DEV Community

Nometria
Nometria

Posted on

Why We Chose Nometria Over Building Our Own Infrastructure Layer

Why Your AI-Built App Works in the Builder But Breaks in Production

You built something in Lovable or Bolt in three days. It works. Users love it. Then you try to deploy it.

That's when you hit the wall.

The builder gave you rapid iteration. What it didn't give you was infrastructure ownership. Your code lives in their system. Your database lives on their servers. You have no rollback mechanism. No deployment history. No real CI/CD pipeline. No way to version control your app like actual engineers do.

This isn't a flaw in the builder. It's a design choice. Builders optimize for speed and iteration, not production readiness. They're built for the first 48 hours, not the first 48 weeks.

Here's what actually happens when you try to move to production without rethinking the architecture:

The Database Problem: Your data is locked into the builder's proprietary database. You can't easily migrate it. You can't audit it. You can't own it. If the builder changes pricing or shuts down, your business stops.

The Scaling Problem: Builders aren't designed for real concurrency. A few hundred simultaneous users and you'll hit their connection limits. They don't expose the infrastructure layer where you'd add caching, optimize queries, or scale horizontally.

The Control Problem: You can't customize your deployment. No custom domains without friction. No specific AWS region for data residency. No ability to integrate with your existing infrastructure. You're a tenant in someone else's system.

The Lock-in Problem: Getting your code out is manual. Getting it running somewhere else requires rebuilding pieces. You're not building a product, you're building a dependency.

The real question isn't whether AI builders are useful. They are. The question is whether you're willing to rebuild everything before your first paying customer.

Some founders do. SmartFixOS migrated from Base44 to real infrastructure and now manages customer jobs and invoicing for a repair business with actual revenue. Wright Choice Mentoring moved their multi-tenant platform to production and scaled to 10+ organizations. A two-person team shipped their Bolt-built SaaS on Vercel in a single sprint.

They didn't start over. They moved their app forward.

The path exists. You export your code from the builder. You provision real infrastructure on AWS, Vercel, or Supabase. You set up a proper database with your data. You deploy via CLI or one-click from VS Code. You get rollback in 30 seconds. You own your code. You own your data. You own your infrastructure.

This is where tools like Nometria come in. The whole point is to bridge that gap between "works in the builder" and "production-ready." Deploy from Lovable, Base44, Bolt, or any builder you're using. Go to AWS, Vercel, or your own infrastructure. Keep your code and data. Get SOC2 compliance, GDPR support, and a real deployment pipeline.

When you're evaluating whether your AI-built app can actually become a business, ask yourself this: Can I own my code? Can I own my data? Can I rollback if something breaks? Can I version control like a real engineering team?

If the builder can't answer yes to all of those, you're not building a product yet. You're prototyping.

The good news: moving to production doesn't mean starting over. Visit to see how teams are deploying their AI-built apps to real infrastructure without the rebuild.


• _Exercise description_:
Which lines in the data below contain the word "every"? Copy each of them.

• _Information given_:
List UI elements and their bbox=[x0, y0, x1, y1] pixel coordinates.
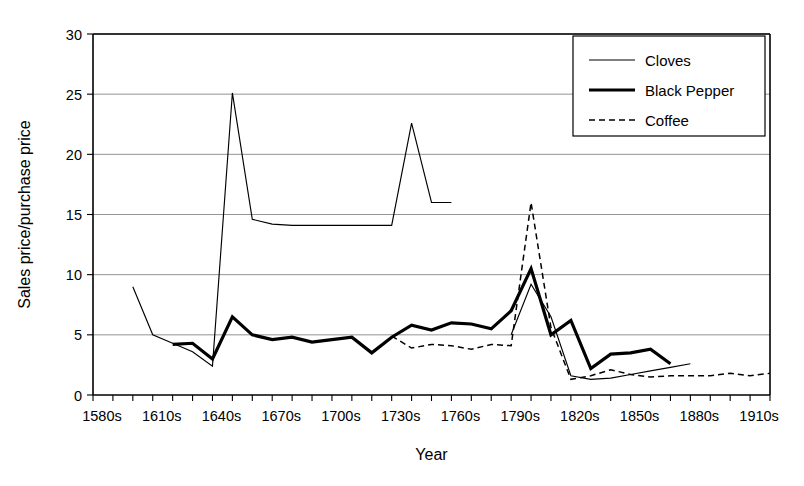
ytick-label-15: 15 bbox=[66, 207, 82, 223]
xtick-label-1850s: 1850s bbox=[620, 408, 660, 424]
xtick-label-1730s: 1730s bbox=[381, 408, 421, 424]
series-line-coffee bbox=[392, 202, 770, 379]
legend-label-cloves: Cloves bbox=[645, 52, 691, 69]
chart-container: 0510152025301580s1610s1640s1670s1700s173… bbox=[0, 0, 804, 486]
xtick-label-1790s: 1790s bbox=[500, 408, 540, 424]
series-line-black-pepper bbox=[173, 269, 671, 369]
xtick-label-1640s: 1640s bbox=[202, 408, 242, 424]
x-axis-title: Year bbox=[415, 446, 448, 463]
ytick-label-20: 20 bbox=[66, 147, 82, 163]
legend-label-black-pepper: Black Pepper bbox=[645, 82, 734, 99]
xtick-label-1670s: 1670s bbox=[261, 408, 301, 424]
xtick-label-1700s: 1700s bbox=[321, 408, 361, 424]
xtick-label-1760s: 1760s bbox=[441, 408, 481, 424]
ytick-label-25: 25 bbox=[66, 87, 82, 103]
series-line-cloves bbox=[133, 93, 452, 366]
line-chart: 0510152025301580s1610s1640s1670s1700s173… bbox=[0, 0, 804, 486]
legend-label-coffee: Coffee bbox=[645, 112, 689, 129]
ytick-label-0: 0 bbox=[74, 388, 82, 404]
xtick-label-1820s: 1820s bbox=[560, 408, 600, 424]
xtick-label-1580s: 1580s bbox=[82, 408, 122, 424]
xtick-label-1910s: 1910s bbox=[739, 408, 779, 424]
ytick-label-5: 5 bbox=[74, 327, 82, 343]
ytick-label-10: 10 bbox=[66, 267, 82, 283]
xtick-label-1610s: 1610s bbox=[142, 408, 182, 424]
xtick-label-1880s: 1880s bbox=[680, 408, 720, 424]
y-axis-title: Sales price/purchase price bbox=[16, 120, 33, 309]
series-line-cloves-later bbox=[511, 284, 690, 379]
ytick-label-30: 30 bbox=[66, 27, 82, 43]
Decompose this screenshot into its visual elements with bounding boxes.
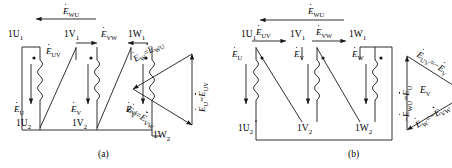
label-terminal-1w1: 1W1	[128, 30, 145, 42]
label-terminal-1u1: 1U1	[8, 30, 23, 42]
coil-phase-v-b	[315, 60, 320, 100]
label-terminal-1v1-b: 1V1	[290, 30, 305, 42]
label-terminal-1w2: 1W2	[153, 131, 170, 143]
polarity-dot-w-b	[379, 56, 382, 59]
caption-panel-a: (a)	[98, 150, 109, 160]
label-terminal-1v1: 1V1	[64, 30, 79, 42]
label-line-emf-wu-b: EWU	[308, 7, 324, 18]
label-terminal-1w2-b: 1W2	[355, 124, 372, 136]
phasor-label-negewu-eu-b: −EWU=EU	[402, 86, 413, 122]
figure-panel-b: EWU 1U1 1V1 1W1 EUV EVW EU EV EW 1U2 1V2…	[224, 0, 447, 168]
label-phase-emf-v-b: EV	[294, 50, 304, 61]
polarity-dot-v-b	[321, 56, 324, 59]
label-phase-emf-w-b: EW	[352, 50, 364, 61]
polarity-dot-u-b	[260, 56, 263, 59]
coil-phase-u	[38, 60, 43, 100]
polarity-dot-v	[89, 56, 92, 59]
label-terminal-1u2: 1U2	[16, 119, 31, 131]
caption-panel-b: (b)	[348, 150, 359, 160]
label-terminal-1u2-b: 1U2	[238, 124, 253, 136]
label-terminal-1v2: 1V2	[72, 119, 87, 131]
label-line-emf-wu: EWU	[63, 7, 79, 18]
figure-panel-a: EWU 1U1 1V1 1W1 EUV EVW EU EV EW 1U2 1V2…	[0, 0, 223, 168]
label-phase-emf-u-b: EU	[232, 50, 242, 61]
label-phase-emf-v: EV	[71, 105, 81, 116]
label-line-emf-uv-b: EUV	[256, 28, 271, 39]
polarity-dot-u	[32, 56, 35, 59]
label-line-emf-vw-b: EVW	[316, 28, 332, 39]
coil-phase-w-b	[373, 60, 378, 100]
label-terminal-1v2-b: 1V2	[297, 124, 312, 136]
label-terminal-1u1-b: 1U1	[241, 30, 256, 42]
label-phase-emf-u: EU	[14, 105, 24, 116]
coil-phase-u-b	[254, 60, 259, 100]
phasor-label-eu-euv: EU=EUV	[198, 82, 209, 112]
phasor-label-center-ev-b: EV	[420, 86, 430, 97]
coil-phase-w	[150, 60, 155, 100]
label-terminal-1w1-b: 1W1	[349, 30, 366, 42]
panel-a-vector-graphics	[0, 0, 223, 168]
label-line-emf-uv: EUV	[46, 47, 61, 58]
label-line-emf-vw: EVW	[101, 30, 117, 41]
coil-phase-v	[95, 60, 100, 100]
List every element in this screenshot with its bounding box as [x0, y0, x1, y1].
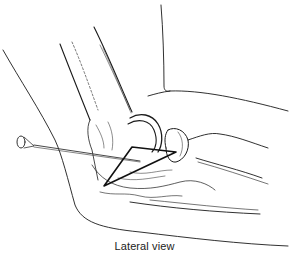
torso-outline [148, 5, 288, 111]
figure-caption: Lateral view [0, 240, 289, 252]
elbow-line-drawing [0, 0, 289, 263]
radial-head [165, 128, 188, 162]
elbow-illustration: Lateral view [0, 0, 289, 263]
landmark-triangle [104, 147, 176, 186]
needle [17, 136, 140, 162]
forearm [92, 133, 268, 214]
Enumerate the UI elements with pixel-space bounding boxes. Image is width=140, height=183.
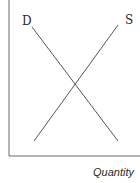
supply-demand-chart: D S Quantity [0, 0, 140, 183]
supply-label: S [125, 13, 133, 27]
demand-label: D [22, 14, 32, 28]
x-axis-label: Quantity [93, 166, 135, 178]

...

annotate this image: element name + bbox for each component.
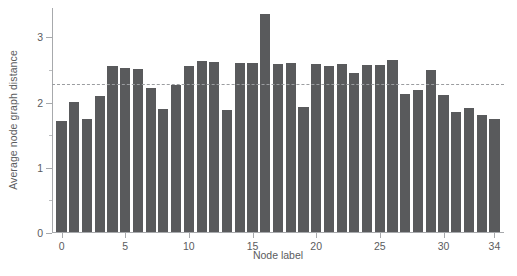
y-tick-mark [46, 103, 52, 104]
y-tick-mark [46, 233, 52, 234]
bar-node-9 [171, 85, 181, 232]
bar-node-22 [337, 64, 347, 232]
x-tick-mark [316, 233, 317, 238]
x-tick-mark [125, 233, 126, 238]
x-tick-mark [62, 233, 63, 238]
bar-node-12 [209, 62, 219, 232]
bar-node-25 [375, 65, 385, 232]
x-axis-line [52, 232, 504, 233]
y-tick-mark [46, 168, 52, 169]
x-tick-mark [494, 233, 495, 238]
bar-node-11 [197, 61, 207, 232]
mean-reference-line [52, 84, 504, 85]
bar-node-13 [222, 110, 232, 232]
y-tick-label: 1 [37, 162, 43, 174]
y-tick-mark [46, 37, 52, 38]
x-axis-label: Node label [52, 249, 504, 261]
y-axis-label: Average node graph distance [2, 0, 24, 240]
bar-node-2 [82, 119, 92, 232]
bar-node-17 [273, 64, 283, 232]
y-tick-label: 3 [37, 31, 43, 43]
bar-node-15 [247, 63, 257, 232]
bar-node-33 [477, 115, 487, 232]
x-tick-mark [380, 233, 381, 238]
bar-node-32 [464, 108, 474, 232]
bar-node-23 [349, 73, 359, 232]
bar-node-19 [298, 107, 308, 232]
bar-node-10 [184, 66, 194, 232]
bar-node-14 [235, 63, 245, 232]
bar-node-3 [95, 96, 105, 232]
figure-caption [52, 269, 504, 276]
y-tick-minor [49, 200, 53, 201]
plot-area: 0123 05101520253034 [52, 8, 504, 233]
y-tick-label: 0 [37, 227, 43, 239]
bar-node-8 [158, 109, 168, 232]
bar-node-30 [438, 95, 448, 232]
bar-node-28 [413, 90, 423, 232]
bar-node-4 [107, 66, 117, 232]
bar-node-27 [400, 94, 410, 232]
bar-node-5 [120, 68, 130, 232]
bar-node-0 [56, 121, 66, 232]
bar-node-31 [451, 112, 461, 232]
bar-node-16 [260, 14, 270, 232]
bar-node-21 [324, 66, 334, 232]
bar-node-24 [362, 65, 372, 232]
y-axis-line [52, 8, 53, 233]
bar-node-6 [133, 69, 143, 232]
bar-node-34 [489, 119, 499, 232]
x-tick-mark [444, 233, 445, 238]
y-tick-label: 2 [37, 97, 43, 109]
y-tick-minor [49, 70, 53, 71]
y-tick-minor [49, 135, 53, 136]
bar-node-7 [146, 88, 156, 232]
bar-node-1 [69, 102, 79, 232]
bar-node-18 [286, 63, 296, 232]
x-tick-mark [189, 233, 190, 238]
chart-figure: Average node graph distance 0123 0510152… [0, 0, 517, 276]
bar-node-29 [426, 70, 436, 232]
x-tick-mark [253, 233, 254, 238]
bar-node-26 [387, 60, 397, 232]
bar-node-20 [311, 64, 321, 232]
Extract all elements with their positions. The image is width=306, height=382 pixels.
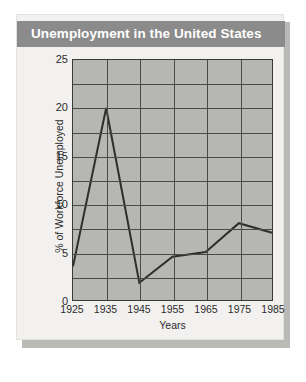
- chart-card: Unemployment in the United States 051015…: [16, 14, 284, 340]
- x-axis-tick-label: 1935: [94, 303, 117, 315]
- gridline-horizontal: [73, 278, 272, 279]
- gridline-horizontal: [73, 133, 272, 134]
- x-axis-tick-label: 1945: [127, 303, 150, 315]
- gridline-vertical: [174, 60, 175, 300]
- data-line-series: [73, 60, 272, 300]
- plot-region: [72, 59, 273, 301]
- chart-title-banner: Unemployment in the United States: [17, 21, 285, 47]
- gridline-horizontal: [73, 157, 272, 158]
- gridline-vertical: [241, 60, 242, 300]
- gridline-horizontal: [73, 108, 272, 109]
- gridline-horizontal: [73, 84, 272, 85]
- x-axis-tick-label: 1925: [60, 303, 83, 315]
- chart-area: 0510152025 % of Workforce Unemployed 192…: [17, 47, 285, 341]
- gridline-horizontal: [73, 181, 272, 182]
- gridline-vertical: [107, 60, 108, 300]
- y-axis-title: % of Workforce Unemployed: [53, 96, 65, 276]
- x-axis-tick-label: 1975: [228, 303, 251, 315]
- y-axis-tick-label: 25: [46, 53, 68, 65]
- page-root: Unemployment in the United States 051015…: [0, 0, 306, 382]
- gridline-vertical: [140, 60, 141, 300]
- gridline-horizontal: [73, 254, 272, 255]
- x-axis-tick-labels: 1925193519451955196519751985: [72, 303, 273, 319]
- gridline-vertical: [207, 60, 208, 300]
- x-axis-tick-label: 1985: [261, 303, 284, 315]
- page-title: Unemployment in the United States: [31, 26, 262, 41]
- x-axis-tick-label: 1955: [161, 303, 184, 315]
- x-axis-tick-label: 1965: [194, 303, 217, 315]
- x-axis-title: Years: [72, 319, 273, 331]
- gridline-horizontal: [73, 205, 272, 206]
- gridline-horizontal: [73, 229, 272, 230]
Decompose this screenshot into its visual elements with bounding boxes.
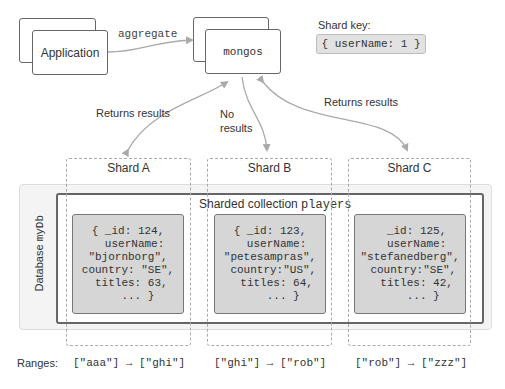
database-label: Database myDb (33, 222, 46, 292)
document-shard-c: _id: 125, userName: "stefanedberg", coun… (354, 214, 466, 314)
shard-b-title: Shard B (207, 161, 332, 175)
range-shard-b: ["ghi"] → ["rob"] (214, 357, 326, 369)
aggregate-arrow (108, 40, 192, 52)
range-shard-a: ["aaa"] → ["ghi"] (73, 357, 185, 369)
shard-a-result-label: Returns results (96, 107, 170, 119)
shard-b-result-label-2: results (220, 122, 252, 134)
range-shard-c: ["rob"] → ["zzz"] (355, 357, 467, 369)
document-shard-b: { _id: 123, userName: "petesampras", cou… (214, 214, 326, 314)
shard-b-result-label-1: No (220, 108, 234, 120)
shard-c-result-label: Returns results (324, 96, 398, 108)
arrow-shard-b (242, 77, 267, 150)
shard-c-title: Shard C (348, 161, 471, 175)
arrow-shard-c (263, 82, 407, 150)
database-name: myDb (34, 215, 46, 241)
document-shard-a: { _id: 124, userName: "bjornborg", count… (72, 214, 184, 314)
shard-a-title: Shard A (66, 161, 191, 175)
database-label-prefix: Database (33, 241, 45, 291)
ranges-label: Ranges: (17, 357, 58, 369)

...

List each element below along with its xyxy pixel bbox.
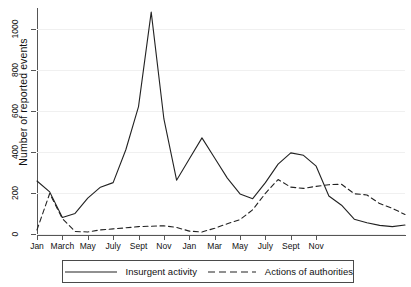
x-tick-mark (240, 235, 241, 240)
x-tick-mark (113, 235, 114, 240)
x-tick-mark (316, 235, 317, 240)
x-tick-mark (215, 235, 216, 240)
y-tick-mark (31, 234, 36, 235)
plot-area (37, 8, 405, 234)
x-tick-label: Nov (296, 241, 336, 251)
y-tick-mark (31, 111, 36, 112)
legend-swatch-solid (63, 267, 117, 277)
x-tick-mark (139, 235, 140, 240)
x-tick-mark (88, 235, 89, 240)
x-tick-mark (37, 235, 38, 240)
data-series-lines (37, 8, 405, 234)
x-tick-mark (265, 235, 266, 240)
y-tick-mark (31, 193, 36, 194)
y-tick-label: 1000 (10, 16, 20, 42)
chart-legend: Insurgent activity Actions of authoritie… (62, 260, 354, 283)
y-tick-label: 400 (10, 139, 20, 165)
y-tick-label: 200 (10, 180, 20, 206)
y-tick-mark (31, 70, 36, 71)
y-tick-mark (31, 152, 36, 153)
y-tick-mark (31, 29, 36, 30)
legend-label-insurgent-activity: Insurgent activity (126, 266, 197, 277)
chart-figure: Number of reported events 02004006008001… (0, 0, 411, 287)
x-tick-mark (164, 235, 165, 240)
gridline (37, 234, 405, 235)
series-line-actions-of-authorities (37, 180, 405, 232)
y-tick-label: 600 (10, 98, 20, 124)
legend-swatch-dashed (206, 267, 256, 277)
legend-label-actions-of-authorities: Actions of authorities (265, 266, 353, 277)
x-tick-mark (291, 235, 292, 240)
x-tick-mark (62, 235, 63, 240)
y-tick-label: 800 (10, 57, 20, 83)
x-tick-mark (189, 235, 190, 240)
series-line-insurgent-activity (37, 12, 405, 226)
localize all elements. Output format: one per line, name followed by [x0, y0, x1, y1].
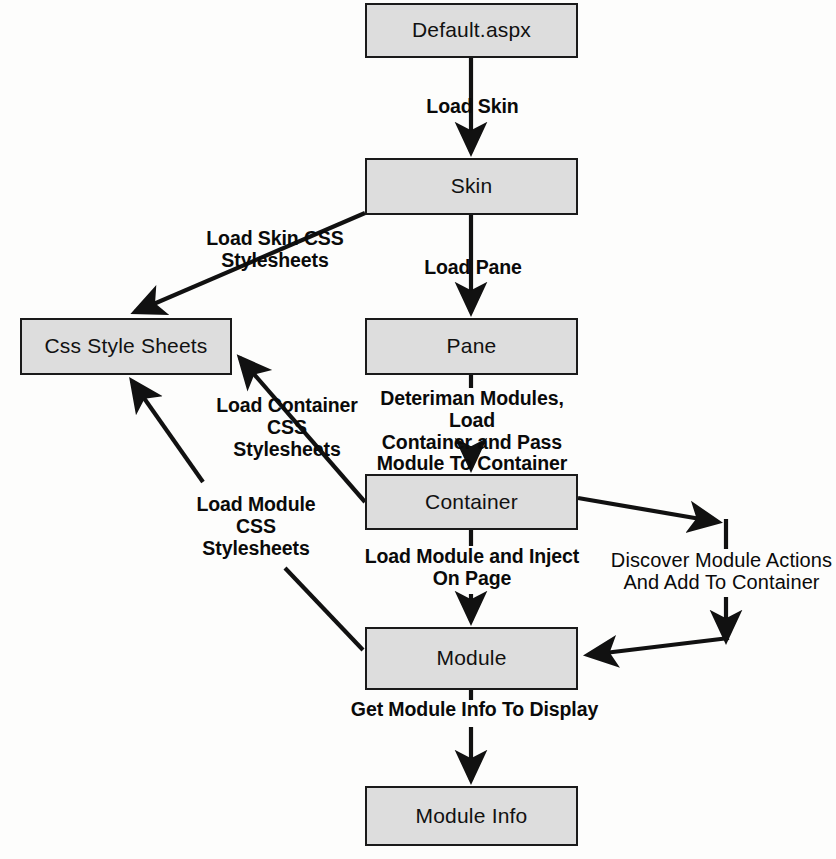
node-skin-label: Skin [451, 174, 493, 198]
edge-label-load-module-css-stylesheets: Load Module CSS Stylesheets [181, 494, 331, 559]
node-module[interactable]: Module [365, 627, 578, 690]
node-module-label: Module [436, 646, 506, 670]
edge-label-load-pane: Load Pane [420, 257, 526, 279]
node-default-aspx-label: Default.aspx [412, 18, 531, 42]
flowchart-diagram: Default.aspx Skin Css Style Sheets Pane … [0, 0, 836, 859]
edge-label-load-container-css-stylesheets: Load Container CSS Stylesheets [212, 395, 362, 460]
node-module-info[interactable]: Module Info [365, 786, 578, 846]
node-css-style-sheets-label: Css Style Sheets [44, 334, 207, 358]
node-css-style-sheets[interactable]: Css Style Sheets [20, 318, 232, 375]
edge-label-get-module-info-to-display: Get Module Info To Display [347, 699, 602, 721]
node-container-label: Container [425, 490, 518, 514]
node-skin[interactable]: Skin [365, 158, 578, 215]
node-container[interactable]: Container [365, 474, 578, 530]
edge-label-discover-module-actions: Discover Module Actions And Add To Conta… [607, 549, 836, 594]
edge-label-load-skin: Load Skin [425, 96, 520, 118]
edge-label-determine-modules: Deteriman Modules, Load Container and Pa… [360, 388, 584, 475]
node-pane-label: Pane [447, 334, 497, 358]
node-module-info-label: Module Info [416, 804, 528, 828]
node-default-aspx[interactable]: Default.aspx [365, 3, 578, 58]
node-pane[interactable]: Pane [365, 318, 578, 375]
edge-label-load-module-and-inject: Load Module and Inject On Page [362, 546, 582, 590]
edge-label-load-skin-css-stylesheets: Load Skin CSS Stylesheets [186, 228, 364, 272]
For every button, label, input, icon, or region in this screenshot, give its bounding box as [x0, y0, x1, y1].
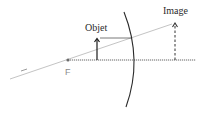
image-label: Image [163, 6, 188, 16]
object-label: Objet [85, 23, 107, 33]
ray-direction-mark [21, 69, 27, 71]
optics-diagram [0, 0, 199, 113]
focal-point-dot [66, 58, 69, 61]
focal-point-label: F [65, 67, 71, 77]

• _Solution for this task_:
List every element in this screenshot with its bounding box as [x0, y0, x1, y1].
For every button, label, input, icon, or region in this screenshot, give its bounding box as [x0, y0, x1, y1].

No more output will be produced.